• Task objective:
Return, exactly and in full, the lines of the records below starting at the one with "Task: Click on the search-box: 🔍" and ending at the one with "This screenshot has width=700, height=614.", and no other lines.

• Provided information:
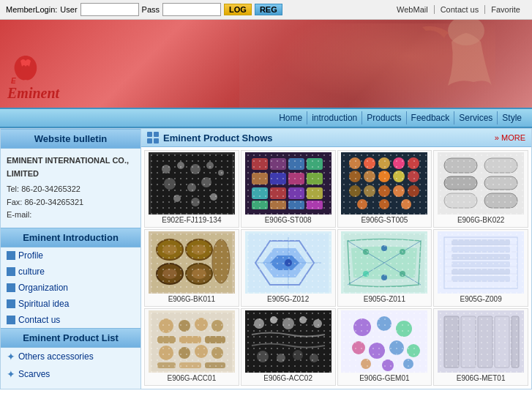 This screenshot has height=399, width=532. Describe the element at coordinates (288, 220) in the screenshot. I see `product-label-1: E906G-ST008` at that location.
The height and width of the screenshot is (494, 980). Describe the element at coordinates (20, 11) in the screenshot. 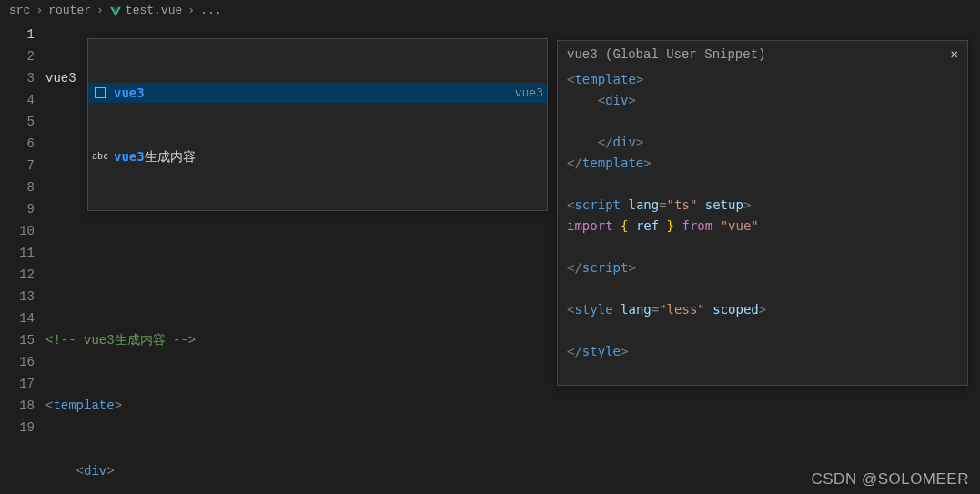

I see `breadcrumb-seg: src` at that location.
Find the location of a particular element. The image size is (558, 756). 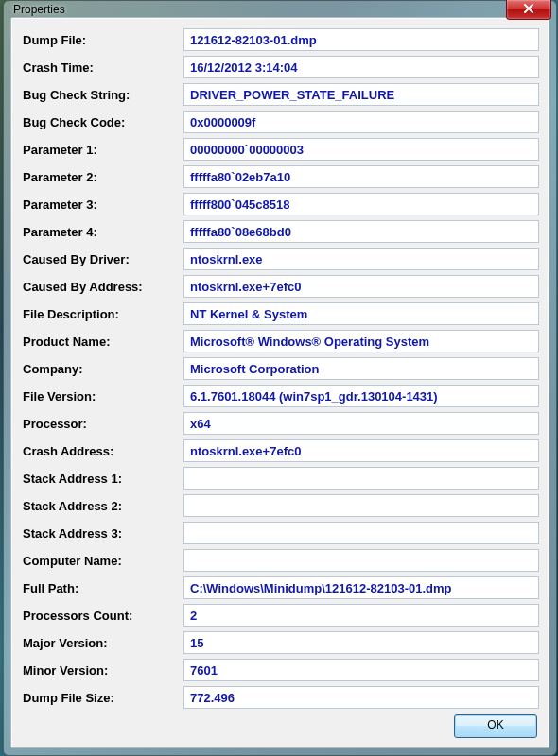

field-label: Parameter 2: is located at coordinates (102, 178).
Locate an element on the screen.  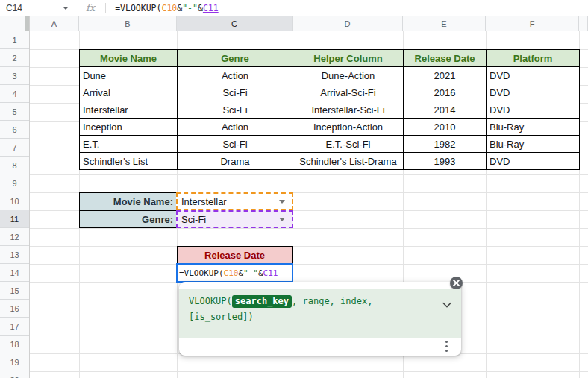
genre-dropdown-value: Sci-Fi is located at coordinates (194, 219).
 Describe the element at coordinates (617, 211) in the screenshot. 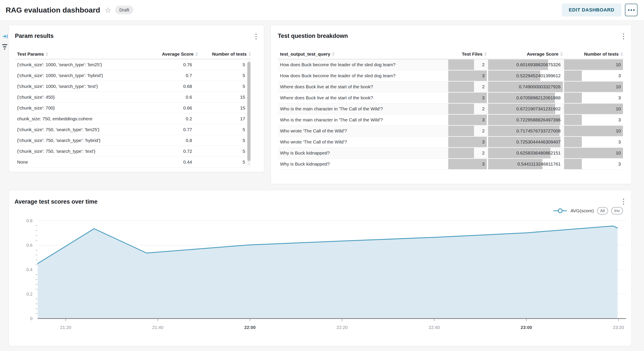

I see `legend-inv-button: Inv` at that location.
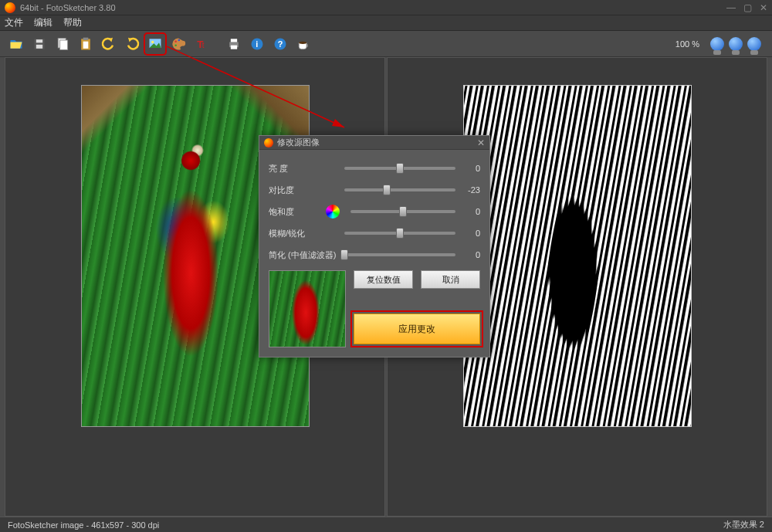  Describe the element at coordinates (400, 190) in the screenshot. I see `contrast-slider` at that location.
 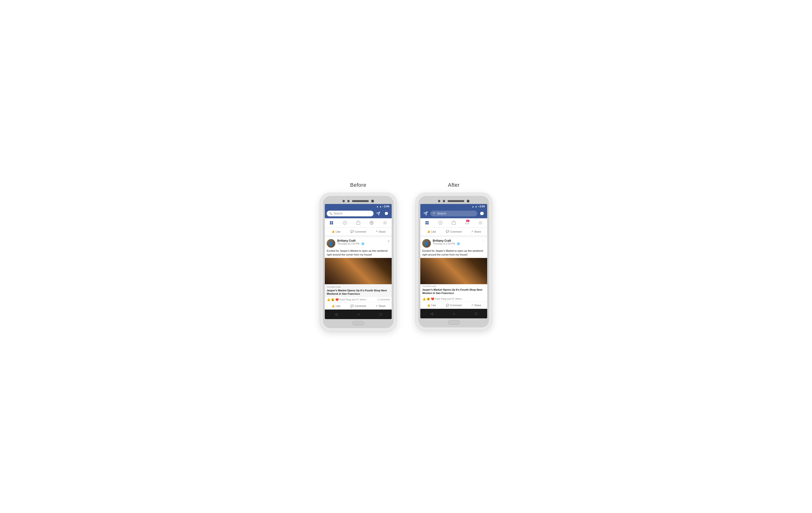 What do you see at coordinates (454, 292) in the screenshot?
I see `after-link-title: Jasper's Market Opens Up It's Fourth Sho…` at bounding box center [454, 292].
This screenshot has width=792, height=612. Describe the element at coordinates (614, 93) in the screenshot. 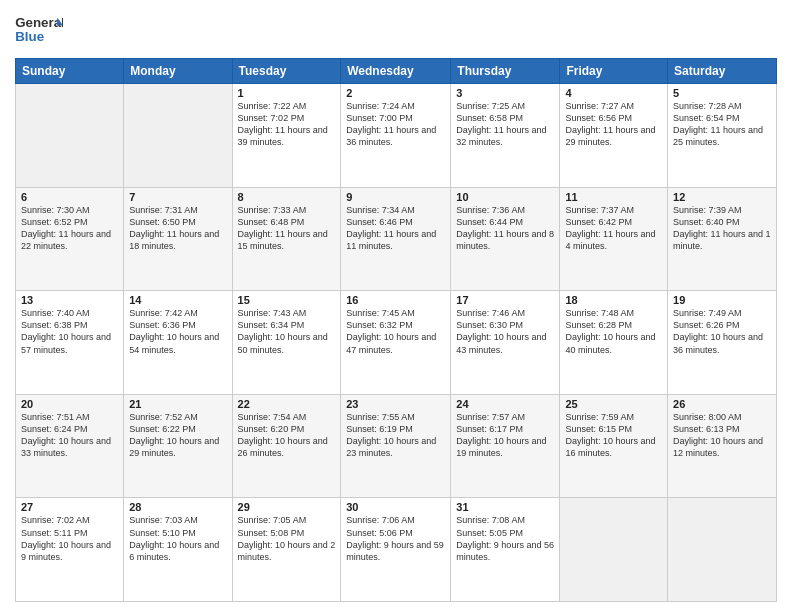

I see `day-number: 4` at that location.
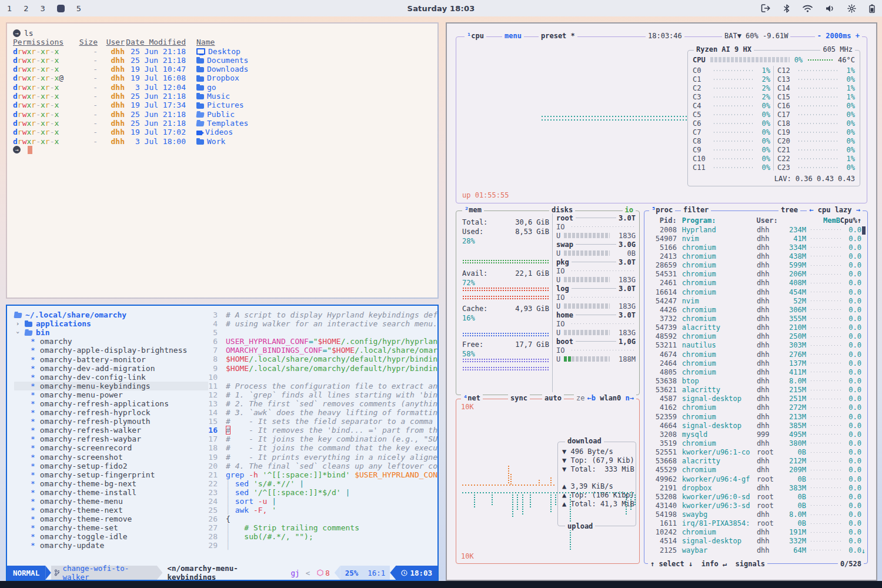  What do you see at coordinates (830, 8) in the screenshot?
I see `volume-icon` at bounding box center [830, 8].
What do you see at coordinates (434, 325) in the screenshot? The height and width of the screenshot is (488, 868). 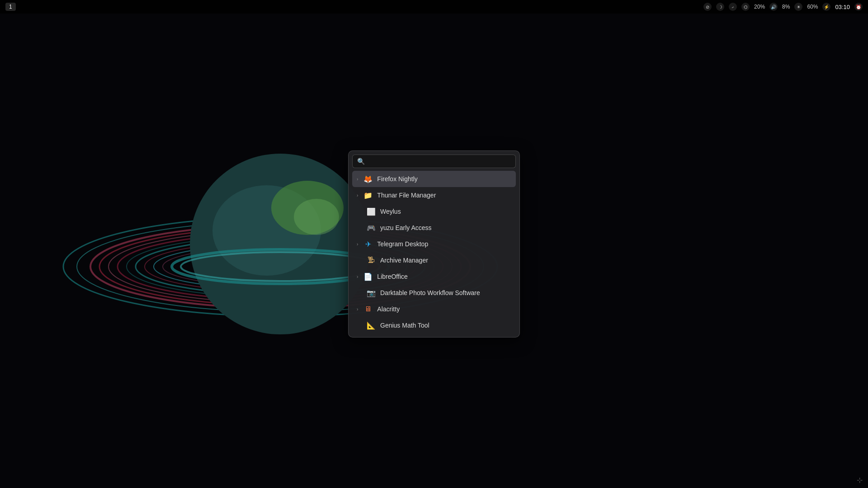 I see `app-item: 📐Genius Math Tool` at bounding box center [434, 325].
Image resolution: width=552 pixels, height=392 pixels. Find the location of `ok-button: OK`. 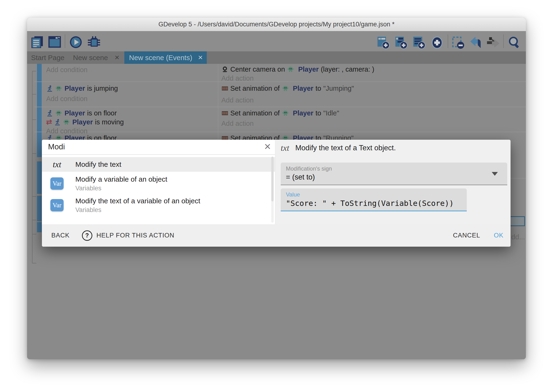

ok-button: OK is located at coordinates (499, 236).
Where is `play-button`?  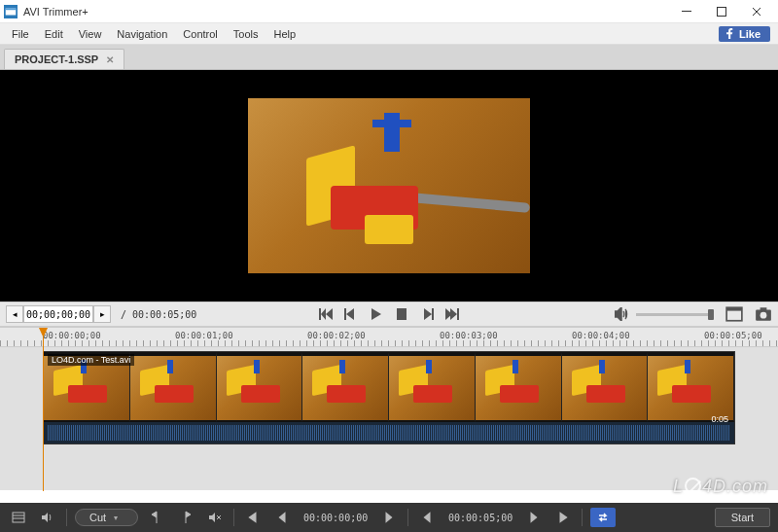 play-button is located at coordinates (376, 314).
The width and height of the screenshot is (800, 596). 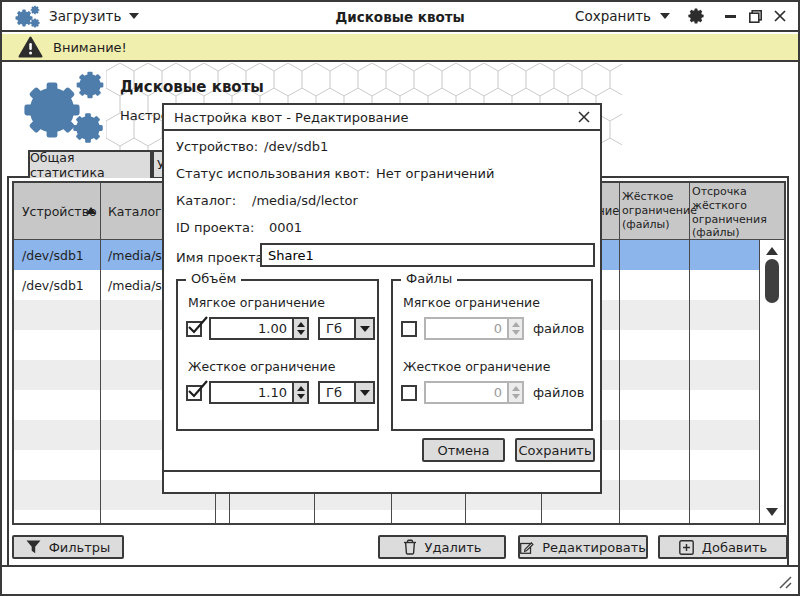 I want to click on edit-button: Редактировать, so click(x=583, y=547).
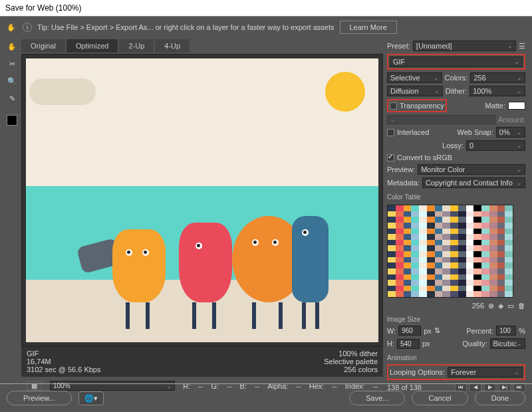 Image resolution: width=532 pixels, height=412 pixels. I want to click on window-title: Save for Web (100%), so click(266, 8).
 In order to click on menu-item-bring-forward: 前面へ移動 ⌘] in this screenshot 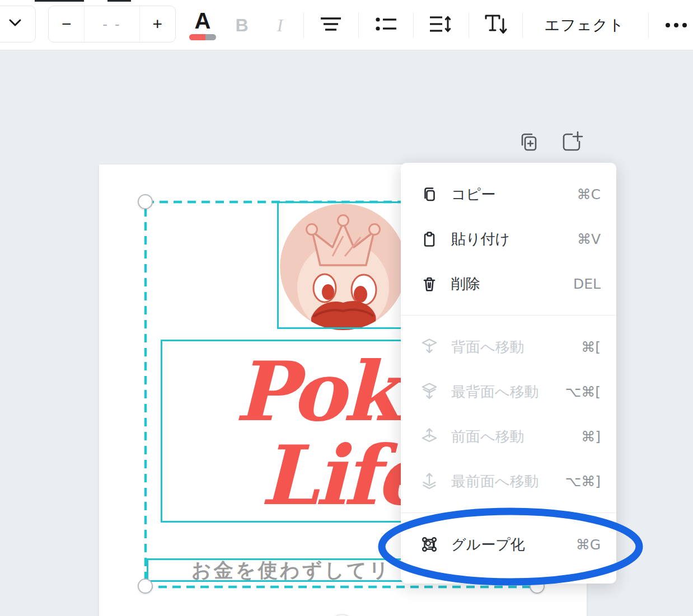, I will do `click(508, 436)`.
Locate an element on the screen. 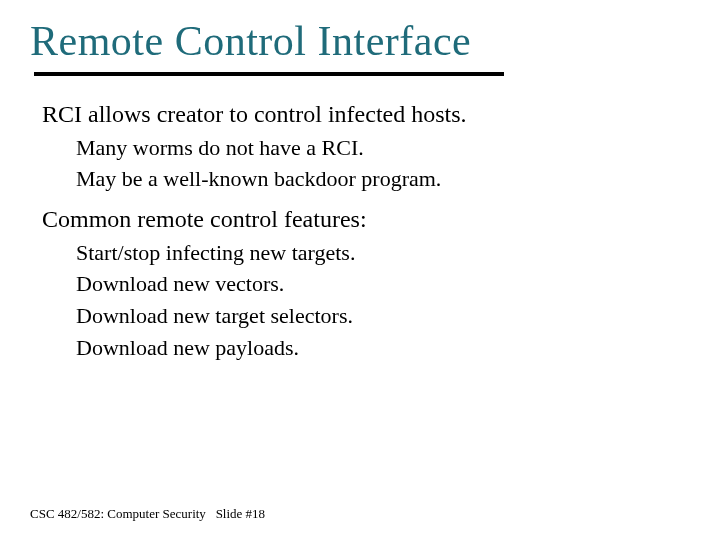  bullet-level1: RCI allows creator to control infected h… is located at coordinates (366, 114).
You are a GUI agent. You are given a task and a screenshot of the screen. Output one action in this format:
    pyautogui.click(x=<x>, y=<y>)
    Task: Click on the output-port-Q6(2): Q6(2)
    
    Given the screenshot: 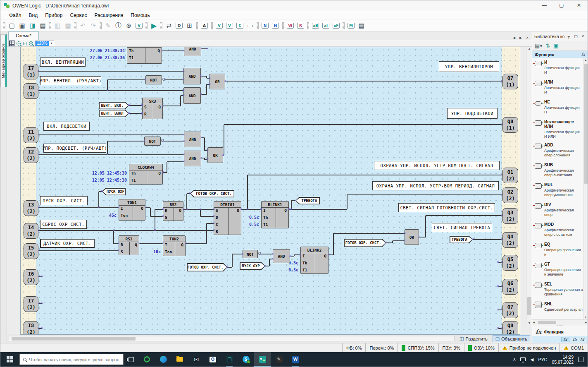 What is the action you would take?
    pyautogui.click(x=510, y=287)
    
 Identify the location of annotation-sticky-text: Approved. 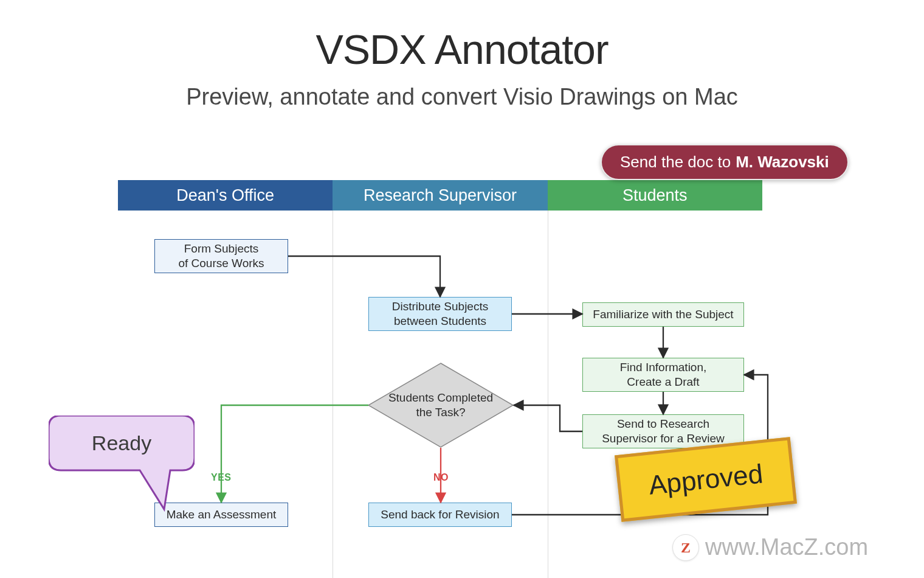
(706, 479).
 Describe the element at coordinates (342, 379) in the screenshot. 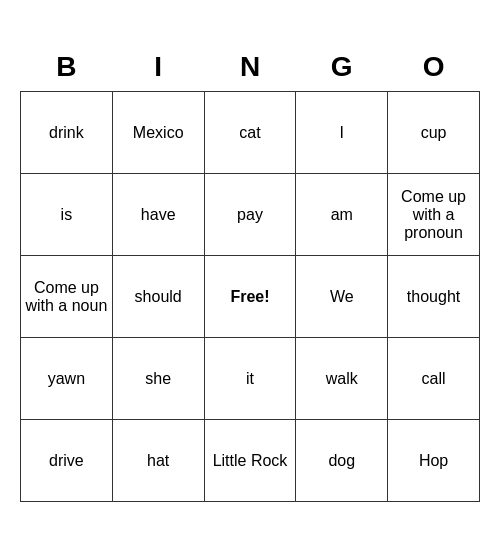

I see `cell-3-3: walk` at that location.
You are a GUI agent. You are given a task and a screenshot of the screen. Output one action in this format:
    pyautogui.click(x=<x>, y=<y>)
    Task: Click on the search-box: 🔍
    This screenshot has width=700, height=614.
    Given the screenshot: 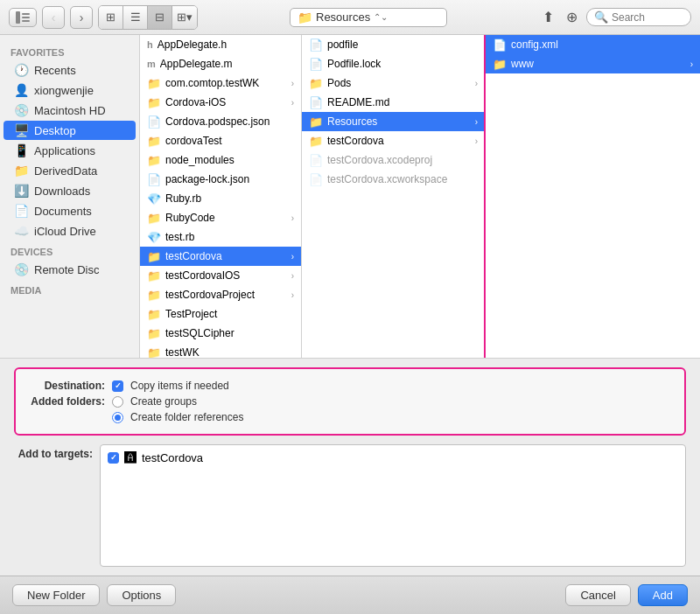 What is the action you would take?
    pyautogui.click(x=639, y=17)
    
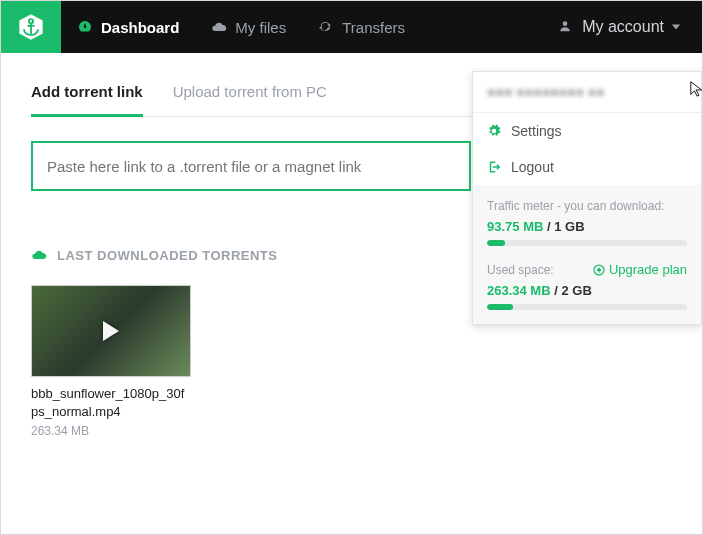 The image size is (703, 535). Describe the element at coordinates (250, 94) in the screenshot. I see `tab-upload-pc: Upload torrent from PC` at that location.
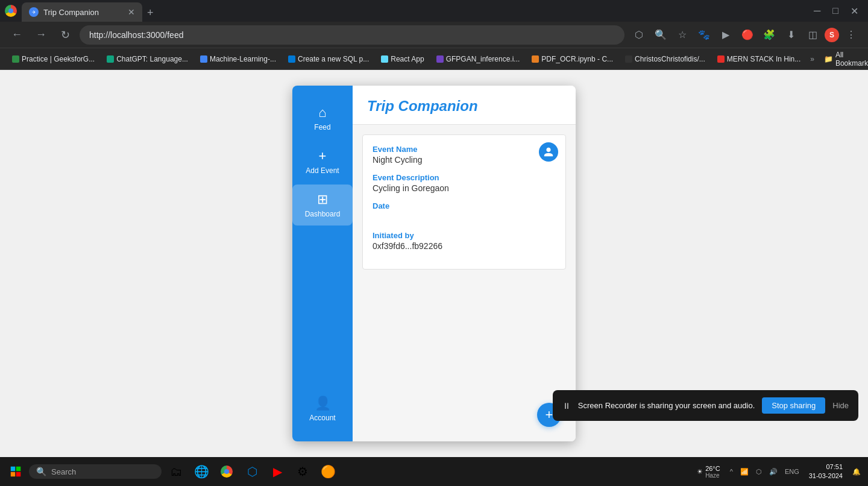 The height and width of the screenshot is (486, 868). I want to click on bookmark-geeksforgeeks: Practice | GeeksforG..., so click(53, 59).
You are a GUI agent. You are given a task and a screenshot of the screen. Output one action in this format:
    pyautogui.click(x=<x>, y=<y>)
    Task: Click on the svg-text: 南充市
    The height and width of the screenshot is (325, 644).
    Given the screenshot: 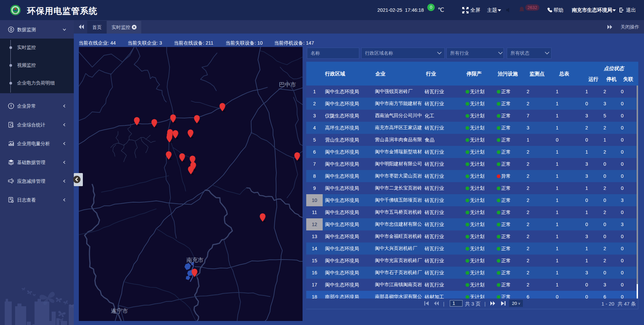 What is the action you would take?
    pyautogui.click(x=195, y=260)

• Response to this exercise:
    Task: Click on the search-box: 🔍
    This screenshot has width=700, height=614.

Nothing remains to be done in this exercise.